A series of mistakes by parents and therapists along with police procedural errors may have led to the wrongful convictions of a father and so more than two decades ago. Now the mother of one of the duo's "victims" is working to right the wrong.
Hella Winston writes in The Jewish Week:
A self-described introvert, Arline Epstein has never thought of herself as an activist, but more like someone who tries to do the right thing. And that’s just what she thought she was doing 24 years ago when she put her 10-year-old son Mike in therapy after police and other parents convinced her — over Mike’s initial insistence to the contrary — that he had been molested by a popular retired schoolteacher named Arnold Friedman and his son Jesse during after-school computer classes in their Great Neck home.
The local therapists working closely with parents and law enforcement at the time argued, Arline recalls, that denials of abuse like Mike’s — particularly in the face of a detailed confession by Arnold and, later, Jesse and another defendant, Ross Goldstein — were caused by shame and/or an inability to remember the traumatic events. Healing, they believed, could come only through the children “opening up” about what had happened to them.
The only problem was that Mike was, in fact, never abused, though he did at some point decide to tell his therapist, Dr. David Pelcovitz, that he had been, hoping that such a disclosure would put an end to the unpleasant therapy sessions and get him back to his normal childhood life. It worked.
Though a number of other children agreed to press charges against the Friedmans, Mike never did, and the whole episode became a part of his past — until recently, when he decided to tell first the Nassau County district attorney and then his parents about his childhood lie.
And now, once again, Arline Epstein is trying to do the right thing.…[Her notes show that a] detective’s statement to parents that during the first weeks of the investigation they had found that “no child out of 30-plus interviewed had been sodomized, and most said nothing happened” now raised a red flag…
Her notes also indicate that one of the complaining witnesses — a 9-year-old boy— was interviewed for 5 hours [straight] before he produced a 10-page statement to police and that another mother was told by the detective who came to question her son that he had just been with another kid for seven hours and he wouldn’t open up; the boy finally told the police that he had dreamed about some incidents, which the police interpreted as evidence of abuse.…
Behind some of what was wrong with the original investigation was Dr. David Pelcovitz, who many of you know for his affiliations with Yeshiva University and Ohel. Pelcovitz has been a defender of Ohel in cases where Ohel would seem to deserve no such defense. My understanding is that Pelcovitz refuses to comment on the Friedman case.
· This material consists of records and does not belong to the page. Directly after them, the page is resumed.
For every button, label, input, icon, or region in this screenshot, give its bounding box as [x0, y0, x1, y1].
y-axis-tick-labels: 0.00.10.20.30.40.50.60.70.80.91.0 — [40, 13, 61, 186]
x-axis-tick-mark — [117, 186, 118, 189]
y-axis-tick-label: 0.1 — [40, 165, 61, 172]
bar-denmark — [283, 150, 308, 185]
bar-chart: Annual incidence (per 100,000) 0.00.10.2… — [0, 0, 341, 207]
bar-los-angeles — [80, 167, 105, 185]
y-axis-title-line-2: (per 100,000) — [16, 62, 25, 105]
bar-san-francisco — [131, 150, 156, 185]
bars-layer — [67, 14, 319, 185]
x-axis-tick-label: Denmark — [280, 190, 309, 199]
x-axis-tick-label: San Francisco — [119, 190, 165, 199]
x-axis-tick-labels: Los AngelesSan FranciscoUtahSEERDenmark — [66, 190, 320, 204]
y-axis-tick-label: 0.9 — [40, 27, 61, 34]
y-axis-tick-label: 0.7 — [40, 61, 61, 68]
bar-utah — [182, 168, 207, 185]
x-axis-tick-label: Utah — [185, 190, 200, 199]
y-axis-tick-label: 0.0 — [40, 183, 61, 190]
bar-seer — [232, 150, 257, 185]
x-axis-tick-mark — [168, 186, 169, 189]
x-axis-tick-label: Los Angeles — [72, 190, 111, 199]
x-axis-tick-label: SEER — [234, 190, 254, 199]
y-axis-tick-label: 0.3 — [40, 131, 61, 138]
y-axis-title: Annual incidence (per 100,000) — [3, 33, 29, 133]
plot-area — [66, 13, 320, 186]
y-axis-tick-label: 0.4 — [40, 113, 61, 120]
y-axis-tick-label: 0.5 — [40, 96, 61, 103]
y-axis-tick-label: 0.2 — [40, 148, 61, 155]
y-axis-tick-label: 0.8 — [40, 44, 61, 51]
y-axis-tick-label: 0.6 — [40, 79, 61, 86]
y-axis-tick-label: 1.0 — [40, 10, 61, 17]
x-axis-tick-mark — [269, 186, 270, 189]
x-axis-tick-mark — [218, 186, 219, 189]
Thankfully, major and almost all minor police departments haven't conducted child sexual abuse investigations like what what was done in Great Neck for more than two decades.
The vast majority of American courts won't accept the kind of "evidence" gathered in Great Neck. Israel's courts are quickly catching up to that standard.
The Friedman case was essentially a moral panic egged on by well meaning parents, therapists (most of whom, perhaps all of whom, were also well meaning), and incompetent police. A similar situation exists in the Nachlaot neighborhood of Jerusalem.
For those interested, a “new evidence reel” on the Friedman case will be presented on Nov. 18 at 4 p.m. at The Inn at Great Neck.